Abstract

Terrorist attacks can have profound consequences for the erosion of social norms, yet the causes of this erosion are not well understood. We argue that these attacks create substantial uncertainty about whether norms of civic conversation still hold. Observing breaches of these norms then leads people to express their own anti-immigrant attitudes more readily, as compared to a context where these norms are unambiguous. To test our theory, we examine (i) the impact of terrorist attacks on the level of hate speech against refugees in online discussions, and (ii) how the effect of terrorist attacks depends on the uncertainty about social norms of prejudice expression. To this end, we report on the results of a unique combination of a natural and a lab-in-the-field experiment. We exploit the occurrence of two consecutive Islamist terrorist attacks in Germany, the Wurzburg and Ansbach attacks, in July 2016. Hateful comments towards refugees in an experimental online forum, but not towards other minority groups (i.e., gender rights), increased as a result of the attacks. The experiment compares the effect of the terrorist attacks in contexts where a descriptive norm against the use of hate speech is emphasized, i.e., participants observe only neutral or positive comments towards a minority group, to contexts in which the norm is ambiguous because participants observe anti-minority comments. Observing anti-immigrant comments had a considerable impact on our participants’ own comments after the attacks, while observing anti-gender-rights comments did not. We end by discussing implications of the findings for the literature on social norms, sociological methods and policy.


▶ WORK TO COMPLETE: Produce a verbatim copy of the data below that contains no pictures.
═══ PROVIDED RECORDS ═══
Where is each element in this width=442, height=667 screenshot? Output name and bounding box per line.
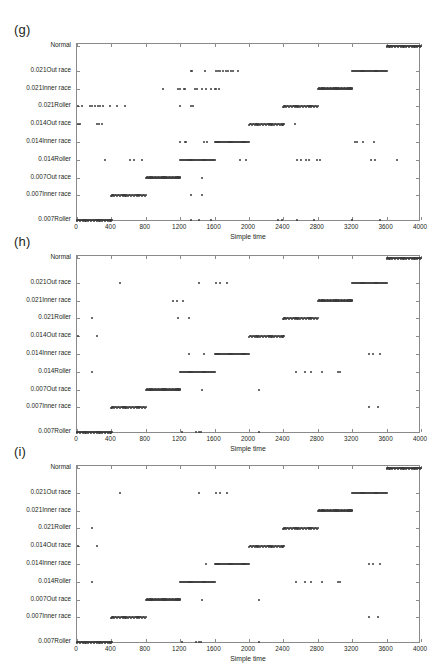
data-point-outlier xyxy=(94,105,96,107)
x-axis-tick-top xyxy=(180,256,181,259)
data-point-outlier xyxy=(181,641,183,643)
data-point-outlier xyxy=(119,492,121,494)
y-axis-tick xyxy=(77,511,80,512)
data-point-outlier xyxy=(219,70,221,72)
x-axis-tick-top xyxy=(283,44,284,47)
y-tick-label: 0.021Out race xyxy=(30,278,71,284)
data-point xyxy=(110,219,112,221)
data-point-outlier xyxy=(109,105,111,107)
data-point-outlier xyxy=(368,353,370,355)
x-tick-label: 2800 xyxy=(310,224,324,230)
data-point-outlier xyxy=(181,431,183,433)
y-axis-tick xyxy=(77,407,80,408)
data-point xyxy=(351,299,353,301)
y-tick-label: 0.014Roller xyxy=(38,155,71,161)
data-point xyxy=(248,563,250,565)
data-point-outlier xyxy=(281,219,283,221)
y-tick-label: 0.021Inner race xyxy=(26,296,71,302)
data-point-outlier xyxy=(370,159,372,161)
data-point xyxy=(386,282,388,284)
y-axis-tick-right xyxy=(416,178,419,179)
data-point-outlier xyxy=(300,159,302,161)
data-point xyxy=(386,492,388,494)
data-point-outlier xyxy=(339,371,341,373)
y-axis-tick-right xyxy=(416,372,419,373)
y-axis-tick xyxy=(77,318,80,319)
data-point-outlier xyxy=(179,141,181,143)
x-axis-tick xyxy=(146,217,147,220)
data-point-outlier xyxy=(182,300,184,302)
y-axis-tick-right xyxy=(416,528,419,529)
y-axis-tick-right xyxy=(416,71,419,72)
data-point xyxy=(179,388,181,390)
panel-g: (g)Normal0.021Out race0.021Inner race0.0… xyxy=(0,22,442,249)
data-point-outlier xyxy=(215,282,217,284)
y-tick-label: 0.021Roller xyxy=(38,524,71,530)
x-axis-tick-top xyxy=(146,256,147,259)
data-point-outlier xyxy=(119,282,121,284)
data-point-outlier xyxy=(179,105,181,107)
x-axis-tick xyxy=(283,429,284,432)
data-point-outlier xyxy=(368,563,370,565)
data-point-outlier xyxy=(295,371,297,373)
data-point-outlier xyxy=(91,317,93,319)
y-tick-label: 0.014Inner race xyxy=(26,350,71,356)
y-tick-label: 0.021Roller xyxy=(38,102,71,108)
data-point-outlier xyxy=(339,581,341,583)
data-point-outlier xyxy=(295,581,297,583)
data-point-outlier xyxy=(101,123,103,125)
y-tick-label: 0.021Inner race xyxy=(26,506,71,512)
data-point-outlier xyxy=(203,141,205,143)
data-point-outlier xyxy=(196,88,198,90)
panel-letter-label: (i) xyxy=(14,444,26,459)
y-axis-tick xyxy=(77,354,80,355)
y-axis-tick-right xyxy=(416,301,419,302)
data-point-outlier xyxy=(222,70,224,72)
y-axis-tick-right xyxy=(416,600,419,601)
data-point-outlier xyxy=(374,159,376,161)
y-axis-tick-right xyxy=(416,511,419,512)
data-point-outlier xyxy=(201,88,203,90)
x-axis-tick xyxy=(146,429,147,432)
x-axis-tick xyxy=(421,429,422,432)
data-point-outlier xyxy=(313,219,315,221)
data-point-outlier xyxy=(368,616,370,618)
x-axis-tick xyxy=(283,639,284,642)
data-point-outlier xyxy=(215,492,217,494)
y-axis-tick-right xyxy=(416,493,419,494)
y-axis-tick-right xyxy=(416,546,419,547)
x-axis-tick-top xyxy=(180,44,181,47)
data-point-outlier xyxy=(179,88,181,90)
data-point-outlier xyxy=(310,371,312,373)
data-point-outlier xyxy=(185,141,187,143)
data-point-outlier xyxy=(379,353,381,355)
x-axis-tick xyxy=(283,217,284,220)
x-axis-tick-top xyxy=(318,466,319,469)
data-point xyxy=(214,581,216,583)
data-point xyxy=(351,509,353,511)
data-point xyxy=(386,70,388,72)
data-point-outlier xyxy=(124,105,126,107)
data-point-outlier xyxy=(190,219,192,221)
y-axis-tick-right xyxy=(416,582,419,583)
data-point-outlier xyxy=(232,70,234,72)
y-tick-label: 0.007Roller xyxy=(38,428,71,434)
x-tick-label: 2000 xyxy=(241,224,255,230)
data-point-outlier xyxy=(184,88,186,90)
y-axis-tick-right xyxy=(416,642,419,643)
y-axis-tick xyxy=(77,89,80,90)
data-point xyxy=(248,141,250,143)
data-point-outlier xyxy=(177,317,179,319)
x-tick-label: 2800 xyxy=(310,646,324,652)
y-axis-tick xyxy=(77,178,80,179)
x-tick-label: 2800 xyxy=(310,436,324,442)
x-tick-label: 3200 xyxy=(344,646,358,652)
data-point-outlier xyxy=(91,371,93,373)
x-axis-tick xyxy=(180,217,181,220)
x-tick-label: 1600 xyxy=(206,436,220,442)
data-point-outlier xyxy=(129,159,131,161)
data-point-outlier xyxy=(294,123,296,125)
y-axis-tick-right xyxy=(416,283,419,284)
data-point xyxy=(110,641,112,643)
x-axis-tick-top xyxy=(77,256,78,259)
═══
▶ ANSWER SPACE:
Where is each element in this width=442, height=667 screenshot? Output name and bounding box per line.
data-point-outlier xyxy=(94,105,96,107)
x-axis-tick-top xyxy=(180,256,181,259)
data-point-outlier xyxy=(181,641,183,643)
data-point-outlier xyxy=(119,492,121,494)
y-axis-tick xyxy=(77,511,80,512)
data-point-outlier xyxy=(219,70,221,72)
x-axis-tick-top xyxy=(283,44,284,47)
y-tick-label: 0.021Out race xyxy=(30,278,71,284)
data-point xyxy=(110,219,112,221)
data-point-outlier xyxy=(109,105,111,107)
data-point-outlier xyxy=(368,353,370,355)
x-tick-label: 2800 xyxy=(310,224,324,230)
data-point-outlier xyxy=(181,431,183,433)
y-axis-tick xyxy=(77,407,80,408)
data-point xyxy=(351,299,353,301)
y-tick-label: 0.014Roller xyxy=(38,155,71,161)
data-point xyxy=(248,563,250,565)
data-point-outlier xyxy=(281,219,283,221)
y-tick-label: 0.021Inner race xyxy=(26,296,71,302)
data-point-outlier xyxy=(370,159,372,161)
data-point xyxy=(386,282,388,284)
y-axis-tick-right xyxy=(416,178,419,179)
data-point-outlier xyxy=(300,159,302,161)
data-point xyxy=(386,492,388,494)
data-point-outlier xyxy=(339,371,341,373)
y-axis-tick-right xyxy=(416,372,419,373)
y-axis-tick xyxy=(77,318,80,319)
data-point-outlier xyxy=(179,141,181,143)
x-axis-tick xyxy=(146,217,147,220)
data-point-outlier xyxy=(182,300,184,302)
y-axis-tick-right xyxy=(416,528,419,529)
y-axis-tick-right xyxy=(416,71,419,72)
data-point xyxy=(179,388,181,390)
panel-g: (g)Normal0.021Out race0.021Inner race0.0… xyxy=(0,22,442,249)
data-point-outlier xyxy=(215,282,217,284)
y-tick-label: 0.021Roller xyxy=(38,524,71,530)
x-axis-tick-top xyxy=(146,256,147,259)
data-point-outlier xyxy=(119,282,121,284)
data-point-outlier xyxy=(179,105,181,107)
x-axis-tick xyxy=(283,429,284,432)
data-point-outlier xyxy=(368,563,370,565)
data-point-outlier xyxy=(295,371,297,373)
data-point-outlier xyxy=(91,317,93,319)
y-tick-label: 0.014Inner race xyxy=(26,350,71,356)
y-tick-label: 0.021Roller xyxy=(38,102,71,108)
data-point-outlier xyxy=(339,581,341,583)
data-point-outlier xyxy=(295,581,297,583)
data-point-outlier xyxy=(101,123,103,125)
y-tick-label: 0.021Inner race xyxy=(26,506,71,512)
data-point-outlier xyxy=(203,141,205,143)
data-point-outlier xyxy=(196,88,198,90)
panel-letter-label: (i) xyxy=(14,444,26,459)
y-axis-tick xyxy=(77,354,80,355)
y-axis-tick-right xyxy=(416,301,419,302)
data-point-outlier xyxy=(222,70,224,72)
y-axis-tick-right xyxy=(416,600,419,601)
data-point-outlier xyxy=(374,159,376,161)
y-axis-tick-right xyxy=(416,511,419,512)
data-point-outlier xyxy=(201,88,203,90)
x-axis-tick xyxy=(146,429,147,432)
x-axis-tick xyxy=(421,429,422,432)
data-point-outlier xyxy=(313,219,315,221)
data-point-outlier xyxy=(368,616,370,618)
x-axis-tick xyxy=(283,639,284,642)
data-point-outlier xyxy=(215,492,217,494)
y-axis-tick-right xyxy=(416,493,419,494)
y-axis-tick-right xyxy=(416,546,419,547)
x-axis-tick-top xyxy=(180,44,181,47)
data-point-outlier xyxy=(179,88,181,90)
data-point-outlier xyxy=(310,371,312,373)
data-point-outlier xyxy=(185,141,187,143)
data-point-outlier xyxy=(379,353,381,355)
x-axis-tick xyxy=(283,217,284,220)
x-axis-tick-top xyxy=(318,466,319,469)
data-point xyxy=(214,581,216,583)
data-point xyxy=(351,509,353,511)
data-point xyxy=(386,70,388,72)
data-point-outlier xyxy=(124,105,126,107)
data-point-outlier xyxy=(190,219,192,221)
y-axis-tick-right xyxy=(416,582,419,583)
data-point-outlier xyxy=(232,70,234,72)
y-tick-label: 0.007Roller xyxy=(38,428,71,434)
x-tick-label: 2000 xyxy=(241,224,255,230)
data-point-outlier xyxy=(184,88,186,90)
y-axis-tick-right xyxy=(416,642,419,643)
y-axis-tick xyxy=(77,89,80,90)
data-point xyxy=(248,141,250,143)
data-point-outlier xyxy=(177,317,179,319)
x-tick-label: 2800 xyxy=(310,646,324,652)
y-axis-tick xyxy=(77,178,80,179)
x-tick-label: 2800 xyxy=(310,436,324,442)
x-tick-label: 3200 xyxy=(344,646,358,652)
data-point-outlier xyxy=(91,371,93,373)
x-axis-tick xyxy=(180,217,181,220)
x-tick-label: 1600 xyxy=(206,436,220,442)
data-point-outlier xyxy=(129,159,131,161)
data-point-outlier xyxy=(294,123,296,125)
y-axis-tick-right xyxy=(416,283,419,284)
data-point xyxy=(110,641,112,643)
x-axis-tick-top xyxy=(77,256,78,259)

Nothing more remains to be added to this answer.